Total versus lateral surface area

For shapes with flat ends — the cylinder and the cone — it helps to know whether you need the total surface area or only the lateral (side) surface area. The total includes the end caps; the lateral covers just the curved wall. A closed cylinder is 2πr(r + h), but a label wrapped only around its body uses the lateral area 2πrh, leaving out the two circles. Likewise a cone's total is πr(r + slant), while the cloth forming just its slanted side is πr·slant without the base.

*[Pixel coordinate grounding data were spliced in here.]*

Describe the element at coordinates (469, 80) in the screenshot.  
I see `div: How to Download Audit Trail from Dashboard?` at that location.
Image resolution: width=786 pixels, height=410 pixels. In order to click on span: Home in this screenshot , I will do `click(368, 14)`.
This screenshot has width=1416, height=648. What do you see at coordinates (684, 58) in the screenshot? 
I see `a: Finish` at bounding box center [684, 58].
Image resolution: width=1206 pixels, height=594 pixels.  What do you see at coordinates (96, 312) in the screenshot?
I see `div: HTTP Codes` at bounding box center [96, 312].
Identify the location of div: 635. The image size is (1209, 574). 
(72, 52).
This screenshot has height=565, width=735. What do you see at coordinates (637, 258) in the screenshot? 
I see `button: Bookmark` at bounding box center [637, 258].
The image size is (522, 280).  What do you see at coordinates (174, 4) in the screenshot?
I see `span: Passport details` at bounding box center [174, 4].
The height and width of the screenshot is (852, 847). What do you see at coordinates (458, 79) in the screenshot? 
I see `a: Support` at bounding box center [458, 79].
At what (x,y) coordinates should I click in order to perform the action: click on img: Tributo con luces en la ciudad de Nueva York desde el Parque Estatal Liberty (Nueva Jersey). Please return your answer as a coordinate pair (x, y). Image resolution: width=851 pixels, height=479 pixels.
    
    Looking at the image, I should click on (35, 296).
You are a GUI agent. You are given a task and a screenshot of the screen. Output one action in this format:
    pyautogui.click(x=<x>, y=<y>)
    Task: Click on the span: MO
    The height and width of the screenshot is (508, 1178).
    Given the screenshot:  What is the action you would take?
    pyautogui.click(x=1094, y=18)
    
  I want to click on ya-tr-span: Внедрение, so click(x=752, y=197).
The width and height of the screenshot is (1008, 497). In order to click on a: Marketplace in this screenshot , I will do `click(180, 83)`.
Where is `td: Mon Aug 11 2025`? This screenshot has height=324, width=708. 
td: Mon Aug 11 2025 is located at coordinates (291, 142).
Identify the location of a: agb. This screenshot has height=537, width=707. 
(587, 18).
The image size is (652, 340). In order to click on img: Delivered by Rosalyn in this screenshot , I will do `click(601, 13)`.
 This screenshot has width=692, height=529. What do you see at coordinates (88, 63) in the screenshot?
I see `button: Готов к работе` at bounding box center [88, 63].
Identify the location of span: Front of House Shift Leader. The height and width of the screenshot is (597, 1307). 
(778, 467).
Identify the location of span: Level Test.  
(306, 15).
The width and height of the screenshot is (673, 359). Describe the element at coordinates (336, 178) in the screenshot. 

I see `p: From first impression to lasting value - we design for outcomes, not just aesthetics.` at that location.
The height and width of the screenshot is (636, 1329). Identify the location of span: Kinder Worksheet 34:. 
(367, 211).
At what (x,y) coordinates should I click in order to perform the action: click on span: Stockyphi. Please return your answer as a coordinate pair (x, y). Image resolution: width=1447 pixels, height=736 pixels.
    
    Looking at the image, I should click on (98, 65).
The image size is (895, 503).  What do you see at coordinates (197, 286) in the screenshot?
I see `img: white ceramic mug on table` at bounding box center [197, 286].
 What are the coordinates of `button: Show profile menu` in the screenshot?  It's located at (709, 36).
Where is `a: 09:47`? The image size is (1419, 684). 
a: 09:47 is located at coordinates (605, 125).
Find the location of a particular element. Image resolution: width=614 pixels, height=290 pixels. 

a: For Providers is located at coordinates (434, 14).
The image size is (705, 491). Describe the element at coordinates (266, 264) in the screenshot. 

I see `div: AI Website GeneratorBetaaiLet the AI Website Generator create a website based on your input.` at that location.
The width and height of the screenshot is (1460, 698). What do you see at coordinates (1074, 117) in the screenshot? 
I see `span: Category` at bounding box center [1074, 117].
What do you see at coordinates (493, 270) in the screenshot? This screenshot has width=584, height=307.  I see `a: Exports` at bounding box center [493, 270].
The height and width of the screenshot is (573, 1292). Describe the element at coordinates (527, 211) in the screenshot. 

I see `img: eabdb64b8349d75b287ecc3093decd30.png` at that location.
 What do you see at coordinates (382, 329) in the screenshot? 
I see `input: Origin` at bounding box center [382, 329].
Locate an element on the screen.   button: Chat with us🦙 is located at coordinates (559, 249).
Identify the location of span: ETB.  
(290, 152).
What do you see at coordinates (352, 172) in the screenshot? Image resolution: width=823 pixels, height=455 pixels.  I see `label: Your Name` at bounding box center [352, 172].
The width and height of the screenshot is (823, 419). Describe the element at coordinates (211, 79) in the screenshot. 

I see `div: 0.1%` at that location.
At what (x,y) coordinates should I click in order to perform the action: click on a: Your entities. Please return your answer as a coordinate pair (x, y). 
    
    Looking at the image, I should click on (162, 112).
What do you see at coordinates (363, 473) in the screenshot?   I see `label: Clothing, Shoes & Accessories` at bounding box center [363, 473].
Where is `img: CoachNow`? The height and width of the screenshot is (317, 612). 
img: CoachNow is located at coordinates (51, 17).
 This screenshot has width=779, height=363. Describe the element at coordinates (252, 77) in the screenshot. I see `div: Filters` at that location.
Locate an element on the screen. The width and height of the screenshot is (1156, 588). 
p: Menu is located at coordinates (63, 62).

The formulas above and the calculator return the full closed surface, so subtract the cap you do not need when an object is open at one end.

Where surface area is used

Surface area drives a surprising number of real-world decisions. Manufacturers use it to price the metal, plastic or fabric needed to make a part; painters and builders use it to estimate litres of paint or square metres of cladding for a tank, wall or roof. In chemistry a finely divided solid reacts faster because it exposes far more surface area for the same volume, which is why powders dissolve quicker than lumps. Engineers sizing a radiator or heat sink maximise surface area to shed heat, and in medicine drug doses are often scaled to a patient's body surface area rather than weight alone. Even packaging designers minimise surface area to cut material cost while still enclosing the required volume.

Tips

  • Decide first whether you need the full closed surface or only part of it — an open-top cylinder or tank drops the missing cap.
  • For a cone, the formula needs the slant height; the calculator derives it from the vertical height you enter, so supply the upright height, not the slope.
  • Sketch the shape and label each measurement before typing it in, so radius and height are never swapped.

Common mistakes

  • Mixing units — convert every dimension to the same unit first, or the square-unit answer will be meaningless.
  • Confusing radius with diameter; the radius is half the diameter, and using the diameter doubles every radius term.
  • Using the cone's vertical height in place of the slant height — they are equal only when the cone is flat, which it never is.
  • Reporting surface area in cubic units; surface area is always squared, volume is cubed.

Frequently Asked Questions

Surface area measures the total outer surface of a 3D shape (in square units), while volume measures the space inside it (in cubic units). A sphere with radius 5 has surface area 4π(25) ≈ 314 cm² but volume (4/3)π(125) ≈ 524 cm³.